Ramallah: Palestinian President Mahmoud Abbas has told Arab leaders he may seek US recognition for a Palestinian state taking in all of the West Bank should peace talks with Israel stay stalled, an aide said on Saturday.

The idea, raised during Arab League deliberations in Libya on Friday, would place new pressure on Israel to extend a freeze on construction of Jewish colonies in the occupied territory, without which Abbas has said peace negotiations cannot continue.

Senior Palestinian negotiator Saeb Erekat said "alternatives" to the face-to-face talks launched five weeks ago had been discussed, among them "ask[ing] the United States to recognise the state of Palestine on the 1967 borders".

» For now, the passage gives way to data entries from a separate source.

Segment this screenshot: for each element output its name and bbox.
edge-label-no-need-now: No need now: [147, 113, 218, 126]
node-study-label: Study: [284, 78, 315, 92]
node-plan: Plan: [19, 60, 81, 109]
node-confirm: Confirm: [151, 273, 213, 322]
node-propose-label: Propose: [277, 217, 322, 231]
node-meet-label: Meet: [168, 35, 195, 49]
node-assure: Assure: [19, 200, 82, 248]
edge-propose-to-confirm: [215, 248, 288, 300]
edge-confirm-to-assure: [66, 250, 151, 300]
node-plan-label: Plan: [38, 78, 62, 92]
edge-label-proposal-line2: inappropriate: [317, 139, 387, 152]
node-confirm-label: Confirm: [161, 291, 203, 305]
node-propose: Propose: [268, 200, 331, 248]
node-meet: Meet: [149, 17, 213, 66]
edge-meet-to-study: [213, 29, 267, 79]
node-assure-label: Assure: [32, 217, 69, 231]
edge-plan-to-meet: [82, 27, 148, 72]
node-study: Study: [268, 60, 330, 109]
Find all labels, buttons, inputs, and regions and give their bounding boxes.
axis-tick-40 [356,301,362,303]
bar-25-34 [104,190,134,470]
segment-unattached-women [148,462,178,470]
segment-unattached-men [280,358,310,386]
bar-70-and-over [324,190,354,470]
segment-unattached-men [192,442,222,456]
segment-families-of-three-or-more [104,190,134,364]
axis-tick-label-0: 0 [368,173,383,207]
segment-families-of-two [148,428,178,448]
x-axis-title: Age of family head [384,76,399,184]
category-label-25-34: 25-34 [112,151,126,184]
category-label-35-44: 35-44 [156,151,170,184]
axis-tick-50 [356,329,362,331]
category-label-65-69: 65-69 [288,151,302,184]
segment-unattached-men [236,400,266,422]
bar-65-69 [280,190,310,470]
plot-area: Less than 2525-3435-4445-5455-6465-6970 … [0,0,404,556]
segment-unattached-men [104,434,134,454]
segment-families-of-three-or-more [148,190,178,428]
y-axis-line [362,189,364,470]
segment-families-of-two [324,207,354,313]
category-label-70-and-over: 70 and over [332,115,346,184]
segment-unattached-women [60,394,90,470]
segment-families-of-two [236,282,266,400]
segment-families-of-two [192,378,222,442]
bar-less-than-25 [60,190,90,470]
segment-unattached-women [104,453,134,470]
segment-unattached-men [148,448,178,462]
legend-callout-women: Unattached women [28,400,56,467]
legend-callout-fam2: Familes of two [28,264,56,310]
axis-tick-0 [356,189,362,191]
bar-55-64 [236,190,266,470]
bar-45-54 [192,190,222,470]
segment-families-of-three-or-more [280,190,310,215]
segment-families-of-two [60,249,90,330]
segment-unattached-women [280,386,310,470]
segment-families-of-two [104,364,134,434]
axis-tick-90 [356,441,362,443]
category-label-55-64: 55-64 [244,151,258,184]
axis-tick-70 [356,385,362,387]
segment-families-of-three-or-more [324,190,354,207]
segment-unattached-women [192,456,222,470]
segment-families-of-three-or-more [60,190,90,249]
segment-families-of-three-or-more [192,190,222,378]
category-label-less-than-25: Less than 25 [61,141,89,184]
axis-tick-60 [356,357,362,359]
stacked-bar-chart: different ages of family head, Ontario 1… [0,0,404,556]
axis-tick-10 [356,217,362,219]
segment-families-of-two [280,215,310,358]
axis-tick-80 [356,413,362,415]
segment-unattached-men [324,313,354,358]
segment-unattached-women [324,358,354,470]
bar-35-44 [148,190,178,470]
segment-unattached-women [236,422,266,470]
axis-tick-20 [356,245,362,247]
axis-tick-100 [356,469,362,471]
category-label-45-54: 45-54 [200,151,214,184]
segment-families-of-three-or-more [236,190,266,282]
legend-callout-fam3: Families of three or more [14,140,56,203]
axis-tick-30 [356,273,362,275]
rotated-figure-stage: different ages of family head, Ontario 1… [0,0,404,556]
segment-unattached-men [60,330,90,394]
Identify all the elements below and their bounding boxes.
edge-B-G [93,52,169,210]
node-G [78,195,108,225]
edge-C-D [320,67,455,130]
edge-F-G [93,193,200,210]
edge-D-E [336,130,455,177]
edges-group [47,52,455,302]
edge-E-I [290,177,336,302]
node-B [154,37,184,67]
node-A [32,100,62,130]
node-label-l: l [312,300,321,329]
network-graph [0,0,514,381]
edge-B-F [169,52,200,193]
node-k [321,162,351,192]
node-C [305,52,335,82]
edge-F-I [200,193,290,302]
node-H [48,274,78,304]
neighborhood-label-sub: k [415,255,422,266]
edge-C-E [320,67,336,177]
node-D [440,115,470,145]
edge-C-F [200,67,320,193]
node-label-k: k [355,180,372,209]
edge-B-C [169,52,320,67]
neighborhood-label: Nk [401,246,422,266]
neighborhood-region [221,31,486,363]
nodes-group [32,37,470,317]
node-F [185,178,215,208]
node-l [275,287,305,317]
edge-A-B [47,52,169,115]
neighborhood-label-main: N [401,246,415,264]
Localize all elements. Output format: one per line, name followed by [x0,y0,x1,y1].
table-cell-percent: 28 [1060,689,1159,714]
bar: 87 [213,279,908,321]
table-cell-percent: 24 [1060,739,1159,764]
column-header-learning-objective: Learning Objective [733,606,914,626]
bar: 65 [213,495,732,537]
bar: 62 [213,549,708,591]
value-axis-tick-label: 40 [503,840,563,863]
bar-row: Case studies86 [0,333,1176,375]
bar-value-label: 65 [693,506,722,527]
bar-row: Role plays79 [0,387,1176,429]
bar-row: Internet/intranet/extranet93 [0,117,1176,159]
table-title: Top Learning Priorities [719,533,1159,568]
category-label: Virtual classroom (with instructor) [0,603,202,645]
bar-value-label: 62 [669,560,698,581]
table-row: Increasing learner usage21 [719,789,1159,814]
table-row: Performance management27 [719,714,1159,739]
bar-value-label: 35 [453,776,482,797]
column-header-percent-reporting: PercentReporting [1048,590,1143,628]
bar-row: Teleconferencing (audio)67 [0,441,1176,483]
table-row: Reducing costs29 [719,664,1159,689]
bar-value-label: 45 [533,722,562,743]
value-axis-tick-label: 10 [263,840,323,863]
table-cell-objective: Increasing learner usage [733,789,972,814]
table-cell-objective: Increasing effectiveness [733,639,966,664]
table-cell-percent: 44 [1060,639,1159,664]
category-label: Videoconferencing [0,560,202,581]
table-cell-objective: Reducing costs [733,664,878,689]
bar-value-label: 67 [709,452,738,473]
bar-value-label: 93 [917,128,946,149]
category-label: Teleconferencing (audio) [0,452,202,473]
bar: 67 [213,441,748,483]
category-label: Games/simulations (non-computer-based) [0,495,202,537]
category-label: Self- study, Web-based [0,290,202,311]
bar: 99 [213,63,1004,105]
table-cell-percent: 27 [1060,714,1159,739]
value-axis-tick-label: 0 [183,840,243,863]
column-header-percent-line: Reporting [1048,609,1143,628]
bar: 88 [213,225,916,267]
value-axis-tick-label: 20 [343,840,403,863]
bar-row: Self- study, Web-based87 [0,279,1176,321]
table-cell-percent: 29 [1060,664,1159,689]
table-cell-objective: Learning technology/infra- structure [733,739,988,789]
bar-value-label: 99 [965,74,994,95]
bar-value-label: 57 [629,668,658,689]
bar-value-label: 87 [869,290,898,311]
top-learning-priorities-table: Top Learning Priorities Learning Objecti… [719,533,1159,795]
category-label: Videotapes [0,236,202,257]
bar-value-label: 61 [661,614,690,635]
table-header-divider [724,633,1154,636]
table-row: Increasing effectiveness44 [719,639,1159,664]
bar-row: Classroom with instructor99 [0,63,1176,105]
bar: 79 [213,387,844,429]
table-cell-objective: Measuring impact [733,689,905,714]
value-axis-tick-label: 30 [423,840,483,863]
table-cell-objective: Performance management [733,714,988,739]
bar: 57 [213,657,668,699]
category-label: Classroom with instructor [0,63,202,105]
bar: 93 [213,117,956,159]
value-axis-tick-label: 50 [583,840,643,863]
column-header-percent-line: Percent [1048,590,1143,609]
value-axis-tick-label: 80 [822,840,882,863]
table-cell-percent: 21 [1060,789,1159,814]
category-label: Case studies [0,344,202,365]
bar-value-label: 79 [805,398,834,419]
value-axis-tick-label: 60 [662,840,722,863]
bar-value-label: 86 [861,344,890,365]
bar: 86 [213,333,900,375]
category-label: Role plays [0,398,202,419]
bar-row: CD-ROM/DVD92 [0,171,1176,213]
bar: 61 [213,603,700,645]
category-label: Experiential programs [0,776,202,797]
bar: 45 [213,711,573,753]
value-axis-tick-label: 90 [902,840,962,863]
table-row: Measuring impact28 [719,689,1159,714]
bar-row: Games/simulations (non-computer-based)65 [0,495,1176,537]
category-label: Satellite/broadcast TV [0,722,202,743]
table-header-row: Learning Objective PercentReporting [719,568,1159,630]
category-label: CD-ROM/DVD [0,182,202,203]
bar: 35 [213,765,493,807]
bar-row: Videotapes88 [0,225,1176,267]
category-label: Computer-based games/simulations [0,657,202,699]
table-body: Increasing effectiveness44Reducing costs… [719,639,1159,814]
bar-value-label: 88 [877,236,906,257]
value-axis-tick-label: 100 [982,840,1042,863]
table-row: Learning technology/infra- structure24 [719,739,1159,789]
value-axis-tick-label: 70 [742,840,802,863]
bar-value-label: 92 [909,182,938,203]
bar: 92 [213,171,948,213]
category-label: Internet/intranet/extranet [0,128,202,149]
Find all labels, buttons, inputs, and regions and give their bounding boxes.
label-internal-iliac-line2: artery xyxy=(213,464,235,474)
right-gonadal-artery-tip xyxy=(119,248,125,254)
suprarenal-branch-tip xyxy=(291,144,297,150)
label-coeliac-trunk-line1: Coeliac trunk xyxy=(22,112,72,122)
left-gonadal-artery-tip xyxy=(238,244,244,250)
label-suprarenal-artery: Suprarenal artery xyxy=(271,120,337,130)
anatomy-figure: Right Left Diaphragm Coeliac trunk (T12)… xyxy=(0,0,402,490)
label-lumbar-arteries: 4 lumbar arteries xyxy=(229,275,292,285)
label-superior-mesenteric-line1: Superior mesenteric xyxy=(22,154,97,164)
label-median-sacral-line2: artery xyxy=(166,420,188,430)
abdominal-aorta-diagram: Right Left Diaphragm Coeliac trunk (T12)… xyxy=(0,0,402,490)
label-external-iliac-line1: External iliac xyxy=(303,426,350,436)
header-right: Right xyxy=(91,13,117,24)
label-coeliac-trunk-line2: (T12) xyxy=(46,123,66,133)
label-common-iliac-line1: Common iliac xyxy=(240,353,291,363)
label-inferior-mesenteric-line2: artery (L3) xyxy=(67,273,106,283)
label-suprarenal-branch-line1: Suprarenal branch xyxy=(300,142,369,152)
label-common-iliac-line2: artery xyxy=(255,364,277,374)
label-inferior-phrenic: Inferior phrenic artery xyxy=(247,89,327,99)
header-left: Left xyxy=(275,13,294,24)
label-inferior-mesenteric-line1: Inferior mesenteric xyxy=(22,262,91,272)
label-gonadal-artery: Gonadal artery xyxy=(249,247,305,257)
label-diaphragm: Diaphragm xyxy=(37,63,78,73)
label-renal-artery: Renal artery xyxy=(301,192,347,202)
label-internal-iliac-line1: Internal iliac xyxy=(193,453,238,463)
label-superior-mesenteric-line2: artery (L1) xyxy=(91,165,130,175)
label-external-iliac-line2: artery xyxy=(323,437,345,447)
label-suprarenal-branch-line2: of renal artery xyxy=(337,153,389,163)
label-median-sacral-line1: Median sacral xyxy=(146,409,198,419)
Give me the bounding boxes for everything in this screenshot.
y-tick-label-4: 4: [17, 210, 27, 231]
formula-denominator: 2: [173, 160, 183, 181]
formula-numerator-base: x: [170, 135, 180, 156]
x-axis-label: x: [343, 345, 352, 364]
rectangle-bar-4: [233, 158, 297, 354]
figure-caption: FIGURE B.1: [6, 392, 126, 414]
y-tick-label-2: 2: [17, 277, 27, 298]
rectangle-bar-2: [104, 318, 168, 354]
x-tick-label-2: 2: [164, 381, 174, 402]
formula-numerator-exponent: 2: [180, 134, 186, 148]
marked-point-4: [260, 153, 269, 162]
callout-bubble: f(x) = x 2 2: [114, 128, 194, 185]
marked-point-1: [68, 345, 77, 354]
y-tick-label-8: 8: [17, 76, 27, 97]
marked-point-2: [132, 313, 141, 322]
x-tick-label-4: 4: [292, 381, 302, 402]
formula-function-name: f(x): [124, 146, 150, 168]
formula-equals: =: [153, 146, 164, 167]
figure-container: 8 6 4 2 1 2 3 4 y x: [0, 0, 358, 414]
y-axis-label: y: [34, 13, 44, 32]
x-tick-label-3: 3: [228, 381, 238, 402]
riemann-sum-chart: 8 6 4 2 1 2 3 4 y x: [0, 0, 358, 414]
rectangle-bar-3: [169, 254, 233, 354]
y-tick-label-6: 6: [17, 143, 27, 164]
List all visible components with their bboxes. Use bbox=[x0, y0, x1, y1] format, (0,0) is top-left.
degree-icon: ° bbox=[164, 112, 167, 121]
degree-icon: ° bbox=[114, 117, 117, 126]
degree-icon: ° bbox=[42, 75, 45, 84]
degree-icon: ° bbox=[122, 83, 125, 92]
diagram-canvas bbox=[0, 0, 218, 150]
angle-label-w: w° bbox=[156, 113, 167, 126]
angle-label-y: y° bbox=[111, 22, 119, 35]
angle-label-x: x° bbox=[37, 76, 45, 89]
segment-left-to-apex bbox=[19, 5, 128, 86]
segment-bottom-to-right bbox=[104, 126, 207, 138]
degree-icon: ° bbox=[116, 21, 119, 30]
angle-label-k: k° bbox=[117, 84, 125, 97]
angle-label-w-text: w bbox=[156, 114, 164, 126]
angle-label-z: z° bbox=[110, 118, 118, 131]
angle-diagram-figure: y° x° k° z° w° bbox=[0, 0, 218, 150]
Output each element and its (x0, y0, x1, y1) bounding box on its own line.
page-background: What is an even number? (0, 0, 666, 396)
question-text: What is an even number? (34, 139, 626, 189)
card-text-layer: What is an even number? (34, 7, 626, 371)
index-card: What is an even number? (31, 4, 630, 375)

"[Another] is to study the possibility of going to the (UN) Security Council to get a resolution that calls upon member states to recognise the state of Palestine on the 1967 borders," he told Reuters by telephone from the Libyan town of Sirte.

Palestinians want a state in the West Bank, including occupied East Jerusalem, and in the Gaza Strip.

Israeli Prime Minister Benjamin Netanyahu imposed a partial 10-month freeze on colony construction last November in what he called a goodwill gesture to get negotiations started.

But Netanyahu, whose coalition government includes pro-colonist parties, has resisted international pressure to extend the moratorium past its scheduled expiry last month.

Past proposals for Palestinian statehood to be declared without Israeli consent have been received coolly by the United States and other world powers, who want a negotiated solution though they regard the colonies as illegitimate.

The Palestinians say colonies would deny them a viable state, which they envisage having occupied East Jerusalem as its capital.

"I cannot specify all the alternatives that were presented by President Abbas [to the Arab League], but the president will keep working with the American administration to achieve a full cessation of [colony] activities in order to restart talks," Erekat said.